“In the last few decades, it’s housing,” Chow said.

A progressive who campaigned on affordability issues in her 2023 mayoral campaign, Chow, 68, has a record that highlights the appeal and limitations of the cost-of-living politics Mamdani now champions in New York. Elected after a decade of right-leaning Toronto mayors, Chow vowed to take on her city’s housing crisis, improve public transportation and demand new financial support for Toronto from Canada’s federal government.

She made incremental progress on some fronts, pushing toward a significant overhaul of housing regulations to speed up construction, but has faced a thicket of conflicting interests within the city and Ontario provincial politics. These dynamics preview the opposition Mamdani’s agenda would face from New York City business interests, suburban political power centers and a decidedly non-socialist governor in Albany.

Speaking in Toronto’s hushed, space-age city hall — with a Trump-era “Elbows Up” sign in her office window — Chow warned the only satisfactory solution to the affordability crisis would involve vast new housing investments from national governments. The mayor, who could face a tough fight for reelection next year, said she has made that argument to Prime Minister Mark Carney directly and was waiting to see what kind of support he delivers in the upcoming federal budget.

“He wants to build housing. I want to build housing,” Chow said, adding: “In terms of how much money and where, I don’t know — we’ll see from the Nov.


## YOUR ASSIGNMENT
I would like the entries transcribed word for word, please, with the pictures removed.
** Opening SOURCE RECORDS block **
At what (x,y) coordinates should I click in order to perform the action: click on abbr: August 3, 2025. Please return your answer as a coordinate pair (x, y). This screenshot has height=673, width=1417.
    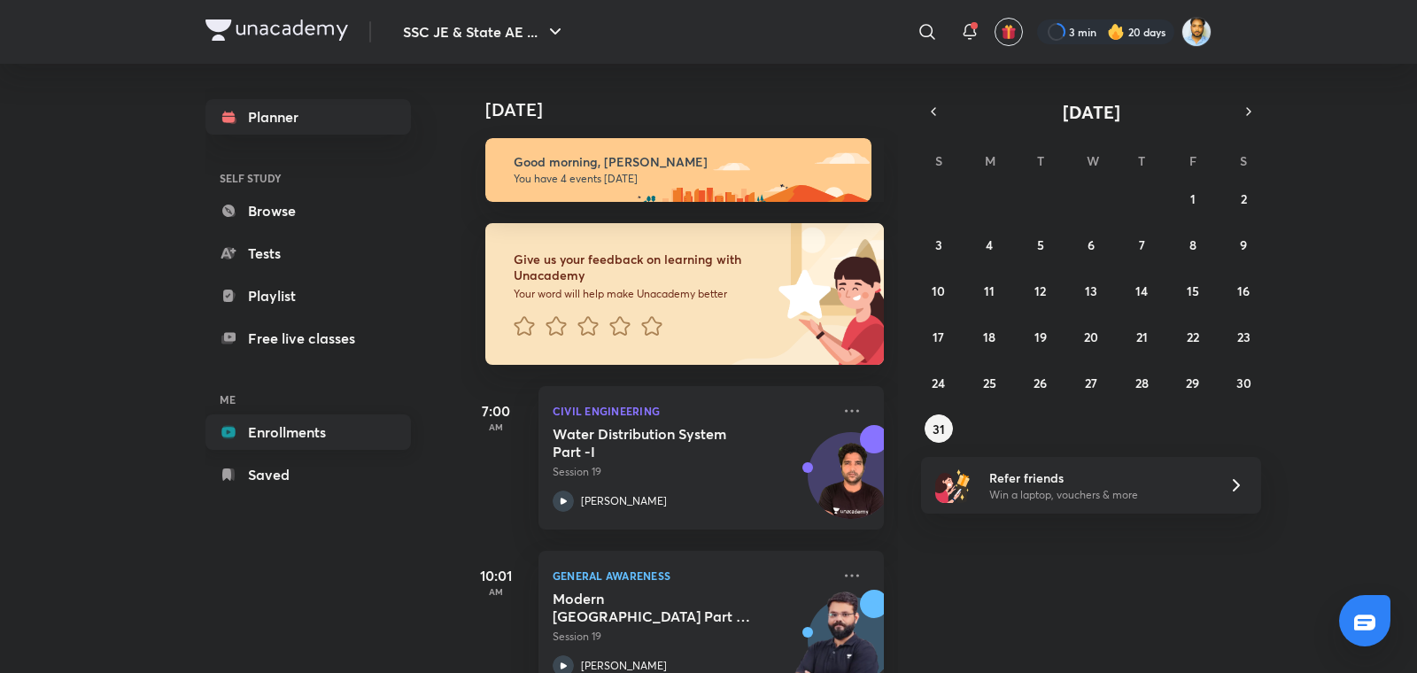
    Looking at the image, I should click on (939, 244).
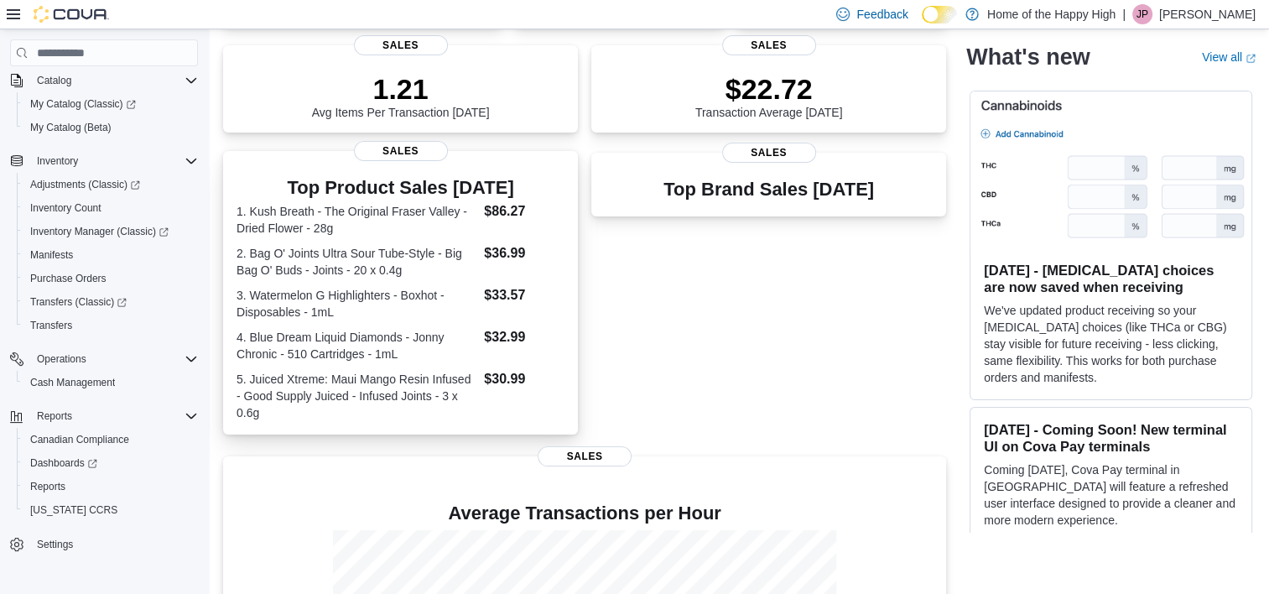 The width and height of the screenshot is (1269, 594). What do you see at coordinates (356, 396) in the screenshot?
I see `dt: 5. Juiced Xtreme: Maui Mango Resin Infused - Good Supply Juiced - Infused Joints - 3 x 0.6g` at bounding box center [356, 396].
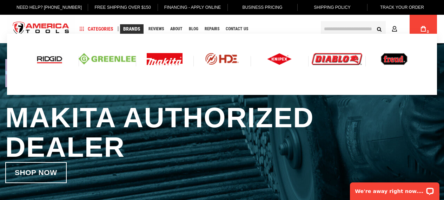 The height and width of the screenshot is (200, 444). Describe the element at coordinates (156, 29) in the screenshot. I see `span: Reviews` at that location.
** Closing SOURCE RECORDS block **
## SOLUTION
At what (x,y) coordinates should I click in order to perform the action: click on abbr: August 3, 2025. Please return your answer as a coordinate pair (x, y). This screenshot has height=673, width=1417.
    Looking at the image, I should click on (939, 244).
 The width and height of the screenshot is (1269, 594). What do you see at coordinates (356, 396) in the screenshot?
I see `dt: 5. Juiced Xtreme: Maui Mango Resin Infused - Good Supply Juiced - Infused Joints - 3 x 0.6g` at bounding box center [356, 396].
 The height and width of the screenshot is (200, 444). Describe the element at coordinates (156, 29) in the screenshot. I see `span: Reviews` at that location.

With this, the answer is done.